Honours students to be relocated after security incident
Undergraduate students and staff are permitted to remain, amid an ongoing police investigation and ‘toxic workplace culture’.
17 Honours students assigned to the Medical Foundation Building are to be relocated after a serious security incident occurred on 5 March.
Broken glass and an unidentified white powder were found behind a poster in the Medical Foundation Building, prompting a police investigation. The poster included memes and a poem targeting University and Faculty of Medicine and Health leadership.
An audit of building access and a review of security processes were undertaken in the following week “to ensure the ongoing safety of staff and students,” according to an email sent to building staff.
Honours students assigned to the building were subsequently informed last Tuesday that they would not be able to conduct research in the building “until further notice due to an ongoing police investigation into a serious incident that occurred on the 5th of March.” However, undergraduate Dalyell students, PhD students and staff are not being relocated.
The situation places School of Medical Sciences leadership in the difficult position of having to balance health and safety concerns for building residents with the research interests of students.
School leadership have told Honours students that they may either continue their current research project elsewhere if they can locate appropriate facilities, or begin a new project off-site. A list of 13 alternate projects was provided to students last Wednesday.
Affected students have expressed dismay at the prospect of being separated from their labs or having to abandon their current research projects altogether.
Certain types of specialised equipment are only available at the Medical Foundation Building, leaving students reliant on them with no option but to change projects weeks into their research. Some of the students say they had selected their projects and supervisors months, or even years, in advance.
One student said that they felt they were being forced “to abandon a project which I am passionate about… which I have conceptualised and designed with the aid of a supervisor I trust and work well with.”
“To move would put to waste my years of background reading, my passion for this field, and the lab techniques which I have been training in since the beginning of February.”
“There is no comparable project available, and no guarantee my new supervisor would have a compatible working style or values to me.”
A number of students say they began active lab work for their research projects weeks before they were informed of the relocation plans on 13 April, despite a University spokesperson telling Honi: “We decided to take this action before students began their lab placements to limit any potential disruption to their studies.”
Students also told Honi that uncertainty and the abruptness of the decision have left them feeling anxious and stressed, and that they have not felt appropriately supported or consulted in a decision purportedly made in their interest.
Although affected students have been offered extensions on assessment deadlines, some students are concerned that applications for postgraduate programs at the end of the year could be adversely affected by any time lag.
Despite initially being informed that they were being relocated due to the ongoing police investigation, students have since been told by School leadership that the relocation is to protect them from what leadership have described as a “toxic” workplace culture.
A University spokesperson told Honi that the decision was taken “to ensure the training environment for these students is of the highest quality… we’re determined to provide them with a supportive and effective training environment.” The spokesperson made no reference to the police investigation or a toxic workplace culture.
Despite relocating students, School leadership have suggested that Honours research may be able to continue in the Medical Foundation Building once the police investigation is complete. It is unclear how long this will take.
There have been ongoing tensions between academics and management within the Faculty of Medicine and Health since the eviction of labs from the Anderson Stuart Building in 2019, when allegations of a toxic workplace culture within the School of Medical Sciences were first raised.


▶ PROBLEM TO WORK ON
Beginning with the line containing "The width and", write out each line exactly through the end of the listing, and skip all pictures.

▶ INPUT MATERIAL
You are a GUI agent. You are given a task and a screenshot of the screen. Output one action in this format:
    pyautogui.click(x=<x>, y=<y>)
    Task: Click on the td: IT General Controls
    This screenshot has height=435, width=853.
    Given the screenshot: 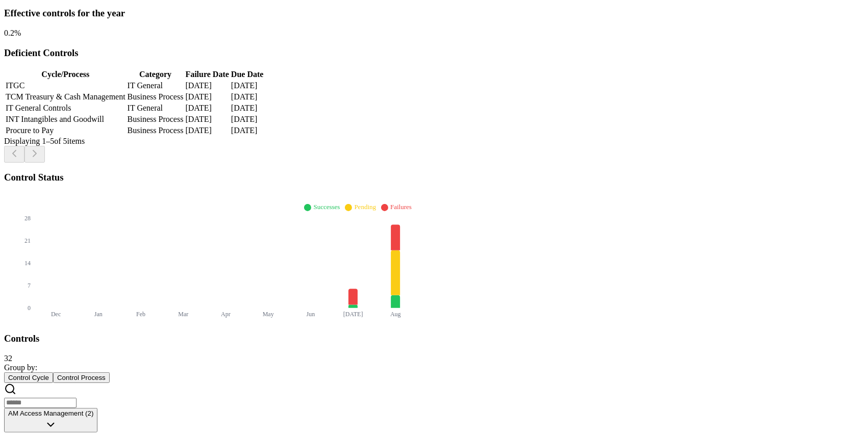 What is the action you would take?
    pyautogui.click(x=65, y=108)
    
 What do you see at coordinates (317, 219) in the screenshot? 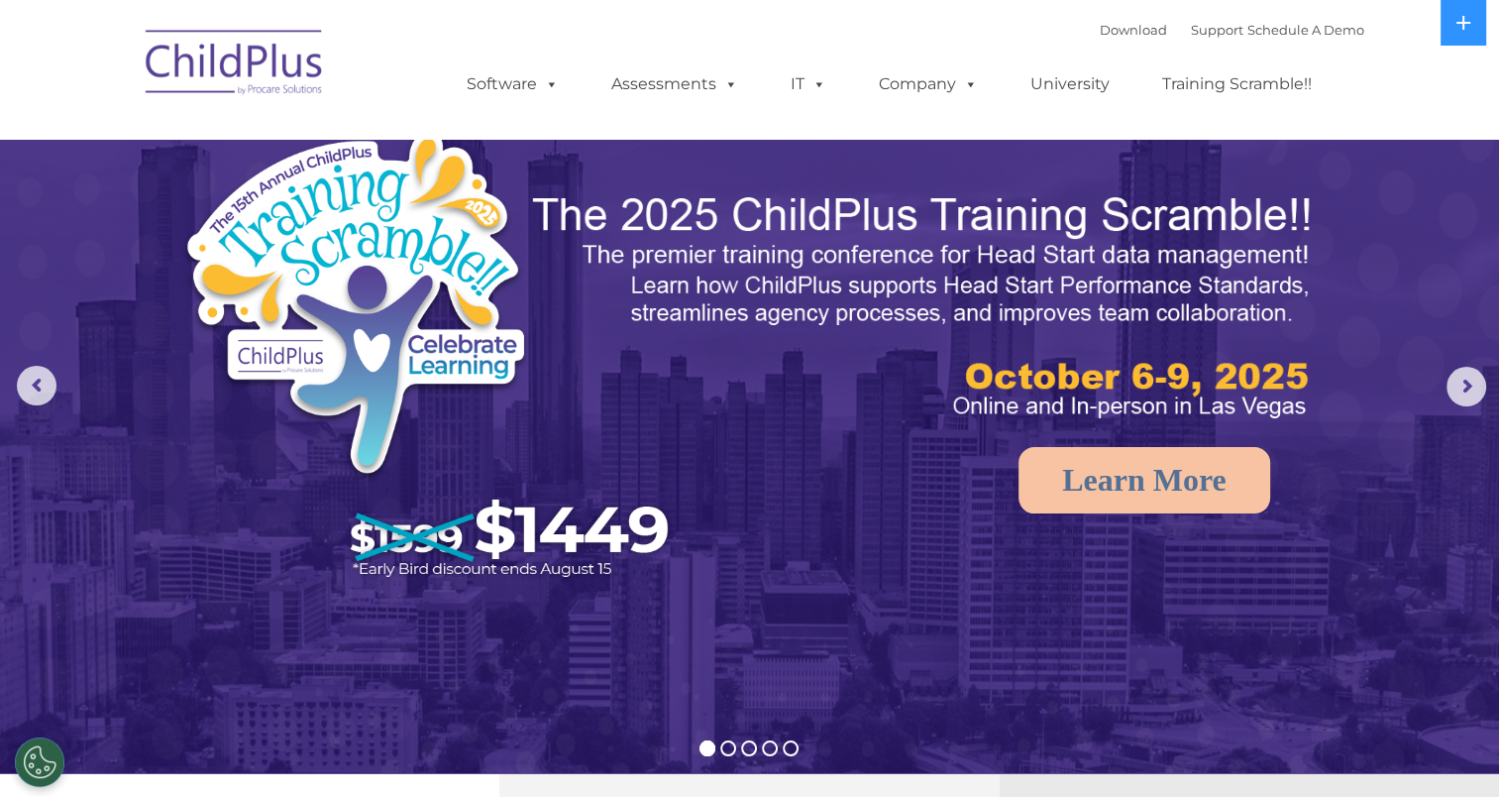
I see `span: Phone number` at bounding box center [317, 219].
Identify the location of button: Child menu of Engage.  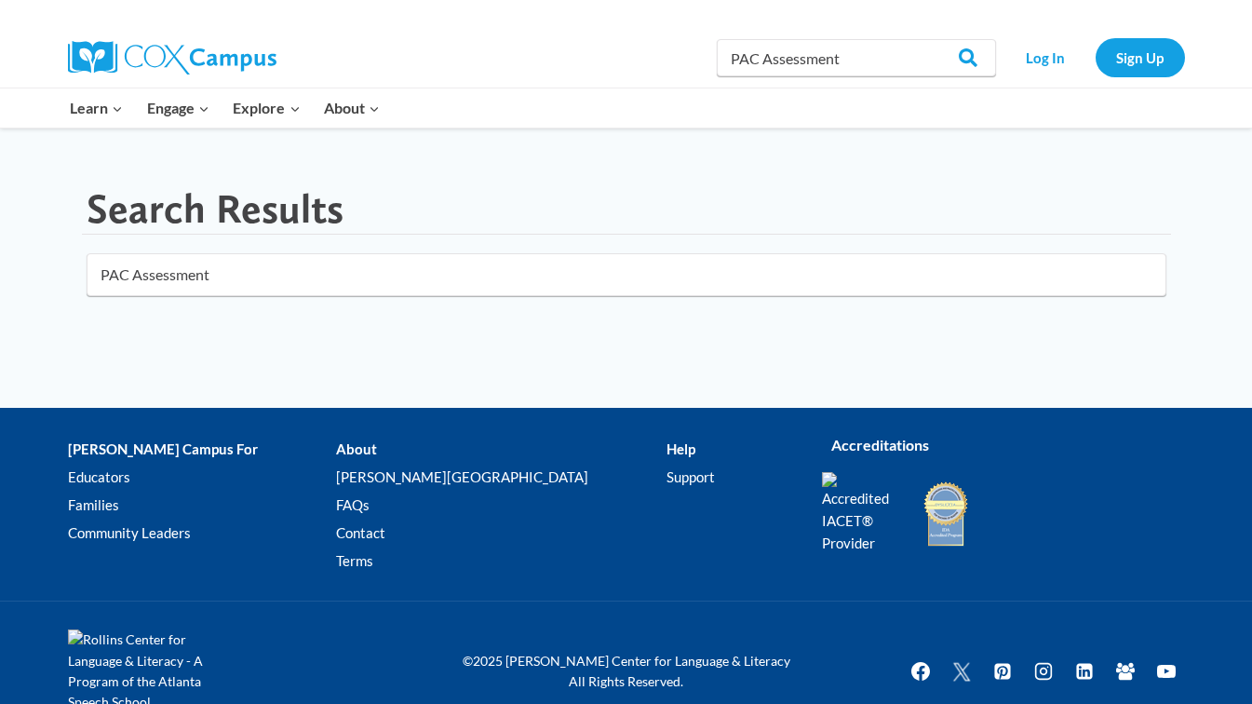
(178, 108).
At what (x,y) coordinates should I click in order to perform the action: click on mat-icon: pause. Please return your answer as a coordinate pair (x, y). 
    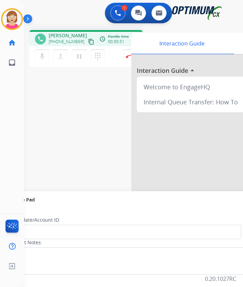
    Looking at the image, I should click on (79, 57).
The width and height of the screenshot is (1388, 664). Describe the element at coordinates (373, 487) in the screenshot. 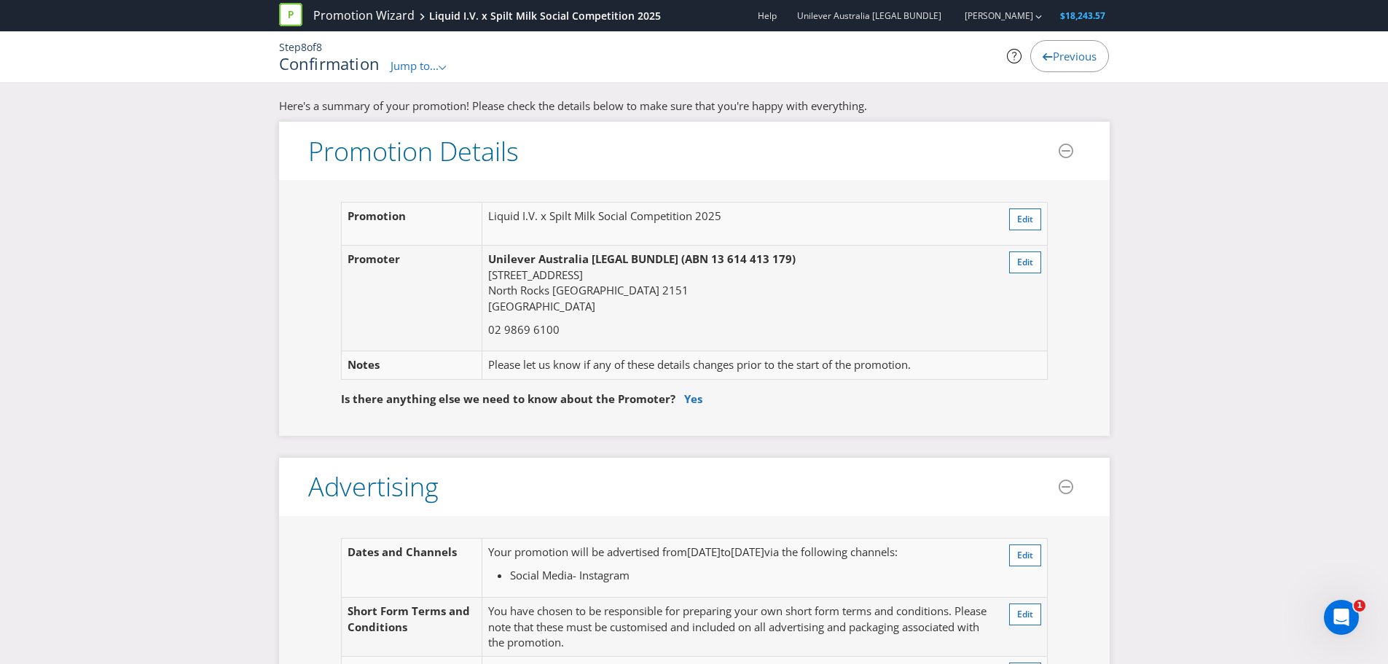

I see `h3: Advertising` at that location.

▶ RESPONSE TO THE TASK
The width and height of the screenshot is (1388, 664). Describe the element at coordinates (373, 487) in the screenshot. 

I see `h3: Advertising` at that location.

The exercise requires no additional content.